What goes up must come down
In the Academy Award-winning short film, The Music Box, three times do “businessmen” Laurel and Hardy laboriously push and pull a boxed piano up multiple flights of a steep staircase. Three times does their cargo take a clamorous tumble down the steps while Laurel and Hardy, out of breath and exhausted, look on despondently. Finally, on their fourth and successful attempt, they arrive at the customer’s door, where a chipper postman informs them that all they had to do was take their horse-drawn delivery cart up a different street directly to the front door, avoiding the staircase altogether. With this, the geniuses choose to go down that treacherous staircase with the piano again to take the simpler route.
Those 133 well-trodden steps are a public staircase linking the one-way Descanso Drive and Vendome Street. When the film was shot, large swaths of undeveloped land lined the south and north sides of the stairs. Now, when you walk up the eleven flights, all around you are homes nestled into the hills. While the environs have changed, the unremarkable concrete stairs look exactly the same as they did when they were immortalized by the comedy duo.
Info
Address The bottom of the staircase is next to 935 Vendome Avenue, Los Angeles, CA 90026; the top is between 3270 and 3778 Descanso Drive, Los Angeles, CA 90026 | Getting there Unmetered street parking | Hours Always open| Tip To explore more of Los Angeles’s outdoor staircases, check out www.laclimbingthehiddenstairways.blogspot.com.

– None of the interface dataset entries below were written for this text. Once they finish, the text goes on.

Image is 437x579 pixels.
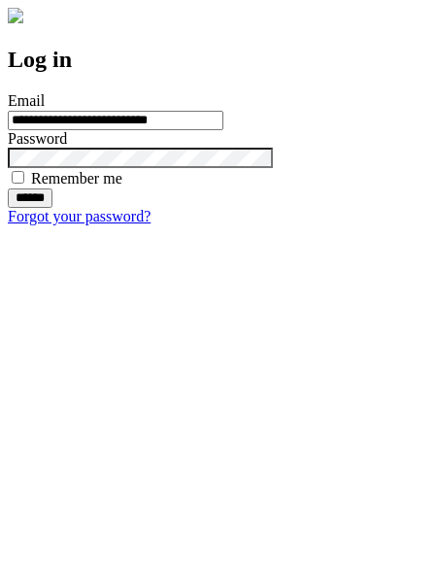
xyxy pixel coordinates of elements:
[8,208,151,224] a: Forgot your password?
[8,8,23,23] img: logo-4e3dc11c47720685a147b03b5a06dd966a58ff35d612b21f08c02c0306f2b779.png
[8,47,429,73] h2: Log in
[31,170,122,187] label: Remember me
[8,130,67,147] label: Password
[8,92,45,109] label: Email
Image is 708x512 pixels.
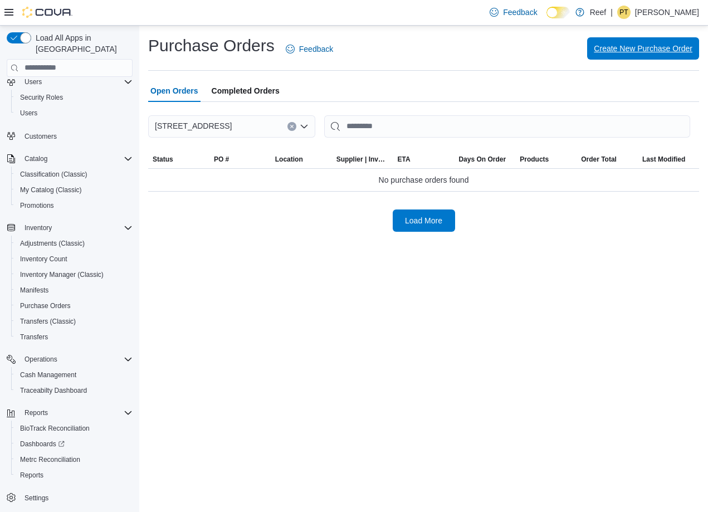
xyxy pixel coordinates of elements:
a: Classification (Classic) [16,168,92,181]
p: Reef [590,6,607,19]
button: Transfers [11,329,137,345]
button: Traceabilty Dashboard [11,383,137,398]
span: No purchase orders found [379,173,469,187]
span: Cash Management [16,368,133,382]
button: Reports [11,467,137,483]
button: ETA [393,150,455,168]
span: Traceabilty Dashboard [16,384,133,397]
span: Products [520,155,549,164]
span: ETA [398,155,411,164]
span: Inventory [25,223,52,232]
span: Inventory Count [20,255,67,264]
span: Last Modified [642,155,685,164]
span: Users [20,109,37,118]
button: BioTrack Reconciliation [11,421,137,436]
span: Dashboards [20,440,65,449]
span: PO # [214,155,229,164]
a: Transfers (Classic) [16,315,80,328]
a: Settings [20,491,53,505]
span: Load More [405,215,442,226]
span: Transfers (Classic) [16,315,133,328]
span: Catalog [20,152,133,165]
span: Reports [20,406,133,420]
a: Dashboards [16,437,69,451]
button: Users [11,105,137,121]
span: Users [16,106,133,120]
span: Create New Purchase Order [594,43,693,54]
button: Manifests [11,282,137,298]
span: Users [20,75,133,89]
button: Days On Order [454,150,515,168]
span: My Catalog (Classic) [20,186,82,194]
span: Reports [25,408,48,417]
button: Inventory Manager (Classic) [11,267,137,282]
span: Transfers [20,333,48,342]
button: Users [2,74,137,90]
a: Dashboards [11,436,137,452]
button: Classification (Classic) [11,167,137,182]
a: Metrc Reconciliation [16,453,85,466]
button: Users [20,75,46,89]
span: Inventory Manager (Classic) [16,268,133,281]
span: PT [620,6,628,19]
button: My Catalog (Classic) [11,182,137,198]
span: Reports [16,469,133,482]
span: Security Roles [16,91,133,104]
span: Promotions [16,199,133,212]
button: Transfers (Classic) [11,314,137,329]
span: Customers [20,129,133,143]
button: Reports [2,405,137,421]
button: Status [148,150,209,168]
span: [STREET_ADDRESS] [155,119,232,133]
span: Purchase Orders [16,299,133,313]
div: Location [275,155,303,164]
button: Metrc Reconciliation [11,452,137,467]
a: Adjustments (Classic) [16,237,89,250]
a: Security Roles [16,91,67,104]
h1: Purchase Orders [148,35,275,57]
button: Open list of options [300,122,309,131]
button: Catalog [20,152,52,165]
span: Settings [25,494,48,503]
span: Adjustments (Classic) [16,237,133,250]
button: Inventory [2,220,137,236]
button: Create New Purchase Order [587,37,699,60]
a: Manifests [16,284,53,297]
button: Security Roles [11,90,137,105]
button: Purchase Orders [11,298,137,314]
span: Metrc Reconciliation [20,455,80,464]
img: Cova [22,7,72,18]
button: Products [515,150,577,168]
a: My Catalog (Classic) [16,183,86,197]
div: Payton Tromblee [617,6,631,19]
a: BioTrack Reconciliation [16,422,94,435]
span: Operations [25,355,57,364]
span: Security Roles [20,93,63,102]
button: Last Modified [638,150,699,168]
span: Metrc Reconciliation [16,453,133,466]
span: Transfers (Classic) [20,317,76,326]
a: Reports [16,469,48,482]
a: Cash Management [16,368,81,382]
span: Customers [25,132,57,141]
button: Order Total [577,150,638,168]
button: Supplier | Invoice Number [332,150,393,168]
span: Feedback [299,43,333,55]
span: Order Total [581,155,617,164]
p: [PERSON_NAME] [635,6,699,19]
button: Location [271,150,332,168]
span: Open Orders [150,80,198,102]
span: My Catalog (Classic) [16,183,133,197]
span: Supplier | Invoice Number [337,155,389,164]
span: Manifests [20,286,48,295]
a: Customers [20,130,61,143]
span: Adjustments (Classic) [20,239,85,248]
span: Completed Orders [212,80,280,102]
a: Users [16,106,42,120]
a: Promotions [16,199,59,212]
a: Inventory Count [16,252,72,266]
button: Load More [393,209,455,232]
span: Classification (Classic) [16,168,133,181]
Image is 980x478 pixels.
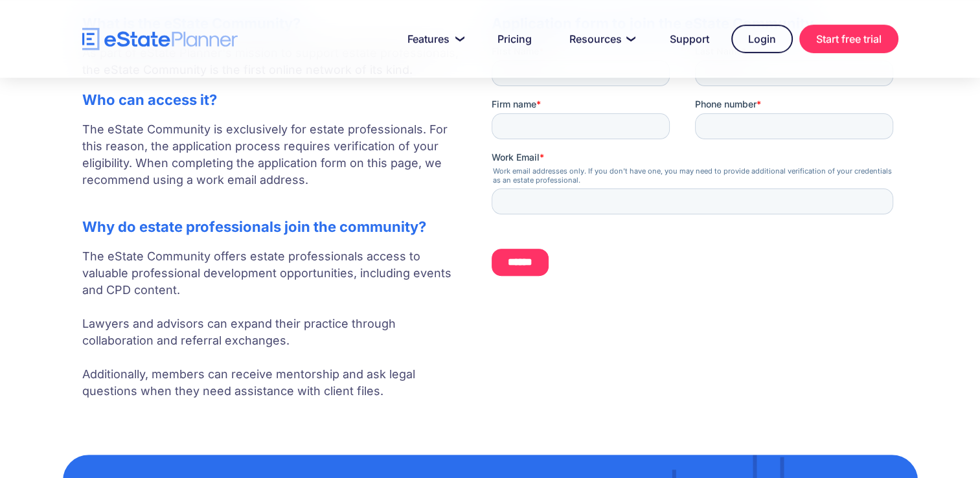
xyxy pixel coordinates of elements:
h2: Why do estate professionals join the community? [82,218,466,235]
a: Start free trial [800,25,898,53]
a: Resources [554,26,647,52]
a: Features [392,26,476,52]
iframe: Form 0 [492,44,898,285]
a: Login [731,25,793,53]
h2: Who can access it? [82,92,466,108]
a: Support [655,26,725,52]
p: The eState Community is exclusively for estate professionals. For this reason, the application pr... [82,121,466,205]
p: The eState Community offers estate professionals access to valuable professional development oppo... [82,248,466,399]
a: home [82,28,237,51]
a: Pricing [482,26,547,52]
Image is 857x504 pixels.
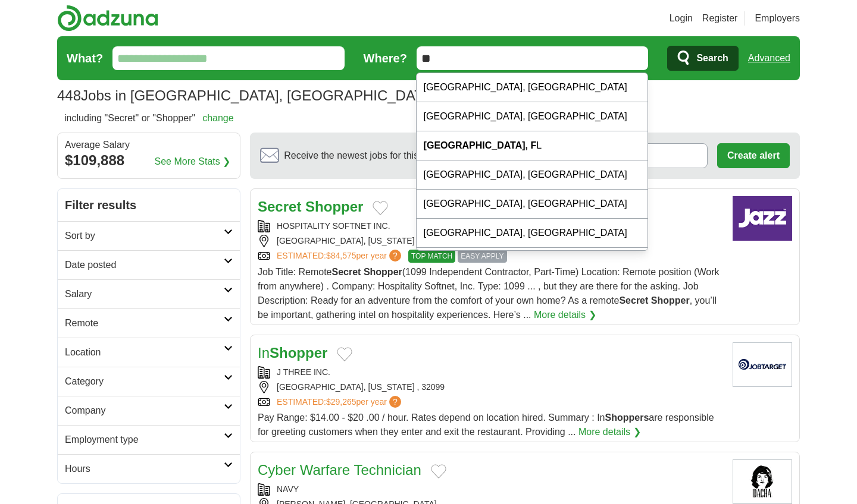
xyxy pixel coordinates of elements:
label: Where? [364,50,407,67]
span: Receive the newest jobs for this search : [284,148,488,163]
h2: including "Secret" or "Shopper" [64,111,234,125]
span: Job Title: Remote (1099 Independent Contractor, Part-Time) Location: Remote position (Work from a... [257,267,719,320]
a: InShopper [257,345,327,361]
div: [GEOGRAPHIC_DATA], [GEOGRAPHIC_DATA] [417,103,647,132]
span: 448 [57,85,81,106]
a: ESTIMATED:$84,575per year? [277,250,403,263]
strong: Shopper [651,296,690,306]
img: Company logo [732,196,792,241]
div: HOSPITALITY SOFTNET INC. [257,220,723,233]
h2: Filter results [58,189,240,221]
a: Sort by [58,221,240,250]
img: Company logo [732,342,792,387]
h2: Sort by [65,229,223,243]
div: [GEOGRAPHIC_DATA], [US_STATE] , 32099 [257,381,723,394]
a: Employers [754,11,799,25]
a: Salary [58,279,240,308]
h2: Salary [65,287,223,301]
a: Date posted [58,250,240,279]
a: change [202,113,234,123]
a: Register [702,11,738,25]
div: [GEOGRAPHIC_DATA], [GEOGRAPHIC_DATA] [417,190,647,218]
a: More details ❯ [533,308,596,323]
a: Category [58,367,240,396]
strong: Shopper [305,199,363,215]
button: Search [667,46,738,71]
span: EASY APPLY [458,250,507,263]
div: [GEOGRAPHIC_DATA], [GEOGRAPHIC_DATA] [417,161,647,190]
strong: Secret [257,199,301,215]
div: [GEOGRAPHIC_DATA], [GEOGRAPHIC_DATA] [417,73,647,103]
strong: Shopper [270,345,327,361]
h2: Employment type [65,433,223,447]
a: Login [669,11,693,25]
div: [GEOGRAPHIC_DATA], [US_STATE] [257,235,723,248]
a: ESTIMATED:$29,265per year? [277,396,403,409]
span: Search [696,47,728,70]
a: Location [58,338,240,367]
a: NAVY [277,484,298,495]
span: TOP MATCH [408,250,455,263]
h2: Location [65,345,223,360]
h2: Remote [65,316,223,330]
h2: Date posted [65,258,223,272]
div: $109,888 [65,150,233,171]
button: Create alert [717,144,790,168]
button: Add to favorite jobs [372,201,388,215]
button: Add to favorite jobs [337,347,352,361]
strong: Shoppers [604,413,649,423]
span: ? [389,396,401,408]
strong: Secret [619,296,648,306]
strong: [GEOGRAPHIC_DATA], F [424,140,537,151]
strong: Shopper [364,267,402,277]
div: [GEOGRAPHIC_DATA], [GEOGRAPHIC_DATA] [417,218,647,248]
a: Advanced [748,47,790,70]
a: Cyber Warfare Technician [257,462,421,478]
a: Hours [58,454,240,483]
strong: Secret [332,267,361,277]
h2: Category [65,375,223,389]
div: [GEOGRAPHIC_DATA], [GEOGRAPHIC_DATA] [417,248,647,277]
a: Secret Shopper [257,199,363,215]
a: Company [58,396,240,425]
button: Add to favorite jobs [431,465,446,479]
span: $29,265 [326,398,357,407]
img: Dacha Navy Yard logo [732,460,792,504]
a: Remote [58,308,240,338]
h2: Company [65,404,223,418]
span: $84,575 [326,251,357,260]
h2: Hours [65,462,223,476]
h1: Jobs in [GEOGRAPHIC_DATA], [GEOGRAPHIC_DATA] [57,88,436,103]
a: Employment type [58,425,240,454]
span: Pay Range: $14.00 - $20 .00 / hour. Rates depend on location hired. Summary : In are responsible ... [257,413,714,437]
a: More details ❯ [578,425,641,439]
div: Average Salary [65,140,233,150]
span: ? [389,250,401,262]
div: L [417,132,647,161]
div: J THREE INC. [257,366,723,379]
label: What? [66,50,103,67]
img: Adzuna logo [57,5,159,32]
a: See More Stats ❯ [155,155,231,169]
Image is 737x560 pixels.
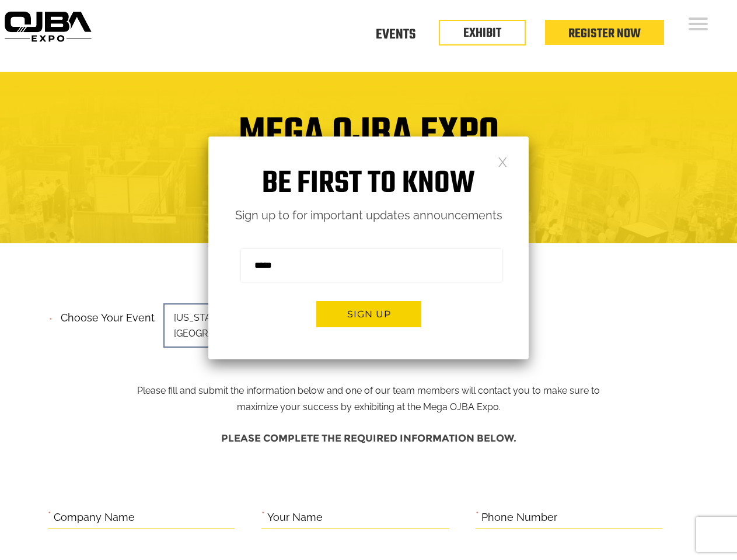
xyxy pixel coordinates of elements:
a: EXHIBIT [463,24,501,43]
p: Sign up to for important updates announcements [208,206,529,225]
span: [US_STATE][GEOGRAPHIC_DATA] [163,304,327,348]
a: Register Now [568,24,640,43]
a: Close [498,156,507,166]
label: Your Name [267,509,322,527]
h4: Trade Show Exhibit Space Application [8,175,728,197]
label: Company Name [54,509,135,527]
label: Choose your event [54,302,155,327]
h1: Mega OJBA Expo [8,118,728,164]
p: Please fill and submit the information below and one of our team members will contact you to make... [128,308,609,416]
h1: Be first to know [208,166,529,203]
h4: Please complete the required information below. [48,427,689,450]
label: Phone Number [481,509,557,527]
button: Sign up [316,301,421,327]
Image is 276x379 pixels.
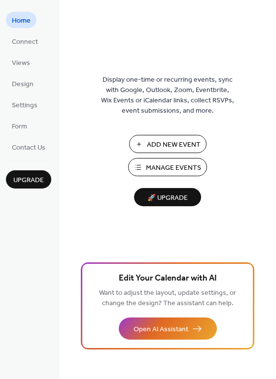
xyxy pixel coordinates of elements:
[6,33,44,49] a: Connect
[133,325,188,335] span: Open AI Assistant
[12,16,31,26] span: Home
[147,140,200,150] span: Add New Event
[6,75,39,92] a: Design
[6,12,36,28] a: Home
[6,97,43,113] a: Settings
[140,192,195,205] span: 🚀 Upgrade
[128,158,207,176] button: Manage Events
[6,118,33,134] a: Form
[6,139,51,155] a: Contact Us
[12,143,45,153] span: Contact Us
[13,175,44,186] span: Upgrade
[119,272,217,286] span: Edit Your Calendar with AI
[6,170,51,189] button: Upgrade
[12,100,37,111] span: Settings
[6,54,36,70] a: Views
[101,75,234,116] span: Display one-time or recurring events, sync with Google, Outlook, Zoom, Eventbrite, Wix Events or ...
[119,318,217,340] button: Open AI Assistant
[12,122,27,132] span: Form
[12,58,30,68] span: Views
[146,163,201,173] span: Manage Events
[12,37,38,47] span: Connect
[12,79,33,90] span: Design
[129,135,206,153] button: Add New Event
[99,287,236,310] span: Want to adjust the layout, update settings, or change the design? The assistant can help.
[134,188,201,206] button: 🚀 Upgrade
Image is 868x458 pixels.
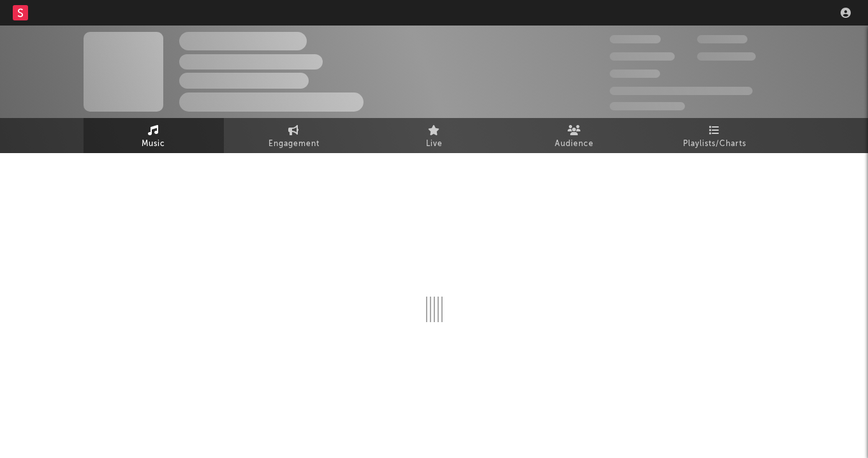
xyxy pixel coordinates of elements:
span: 50,000,000 [610,52,675,61]
span: 100,000 [697,35,748,43]
span: Jump Score: 85.0 [610,102,685,110]
span: Audience [555,137,594,152]
a: Live [364,118,505,153]
span: Playlists/Charts [684,137,747,152]
a: Engagement [224,118,364,153]
a: Music [83,118,224,153]
a: Playlists/Charts [645,118,785,153]
span: Live [427,137,443,152]
a: Audience [505,118,645,153]
span: 50,000,000 Monthly Listeners [610,87,753,95]
span: Engagement [269,137,319,152]
span: Music [141,137,165,152]
span: 100,000 [610,70,661,78]
span: 1,000,000 [697,52,756,61]
span: 300,000 [610,35,661,43]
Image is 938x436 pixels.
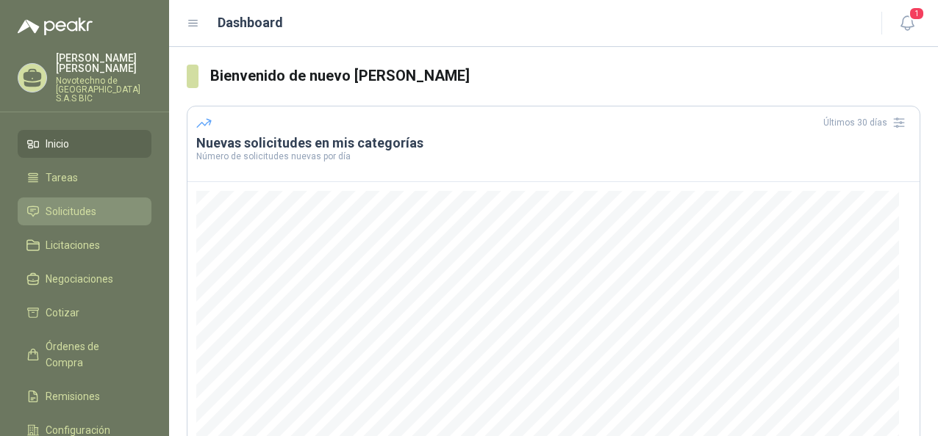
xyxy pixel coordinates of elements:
[56,53,151,73] p: [PERSON_NAME] [PERSON_NAME]
[18,265,151,293] a: Negociaciones
[196,134,910,152] h3: Nuevas solicitudes en mis categorías
[908,7,924,21] span: 1
[894,10,920,37] button: 1
[46,204,96,220] span: Solicitudes
[823,111,910,134] div: Últimos 30 días
[46,305,79,321] span: Cotizar
[46,170,78,186] span: Tareas
[210,65,921,87] h3: Bienvenido de nuevo [PERSON_NAME]
[18,164,151,192] a: Tareas
[18,130,151,158] a: Inicio
[218,12,283,33] h1: Dashboard
[46,237,100,254] span: Licitaciones
[46,271,113,287] span: Negociaciones
[18,383,151,411] a: Remisiones
[46,389,100,405] span: Remisiones
[18,299,151,327] a: Cotizar
[196,152,910,161] p: Número de solicitudes nuevas por día
[18,18,93,35] img: Logo peakr
[56,76,151,103] p: Novotechno de [GEOGRAPHIC_DATA] S.A.S BIC
[46,136,69,152] span: Inicio
[18,198,151,226] a: Solicitudes
[18,231,151,259] a: Licitaciones
[18,333,151,377] a: Órdenes de Compra
[46,339,137,371] span: Órdenes de Compra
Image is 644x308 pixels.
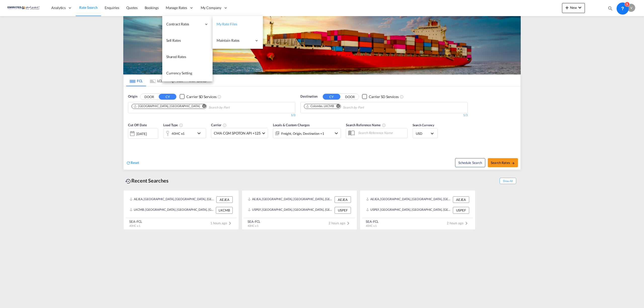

There are many hidden staircases sprinkled around Los Angeles. In the pre-automobile era, they served to connect pedestrians to trolleys, buses, and trains. They also provided a safer route down the city’s steep hills. There’s the meandering Beachwood Canyon Staircase, which takes you through old Hollywood. It includes a section – at the corner of North Beachwood and Woodshire Drives – that’s a double set of steps separated by planter boxes, which apparently once held a running stream. Also popular are the famous Santa Monica Stairs, loaded with weekend warriors, at 7th Street and Entrada Drive. Though many of these staircases are no longer widely used, they’re a charming reminder of an earlier car-free time, before Angelenos started driving to take a walk.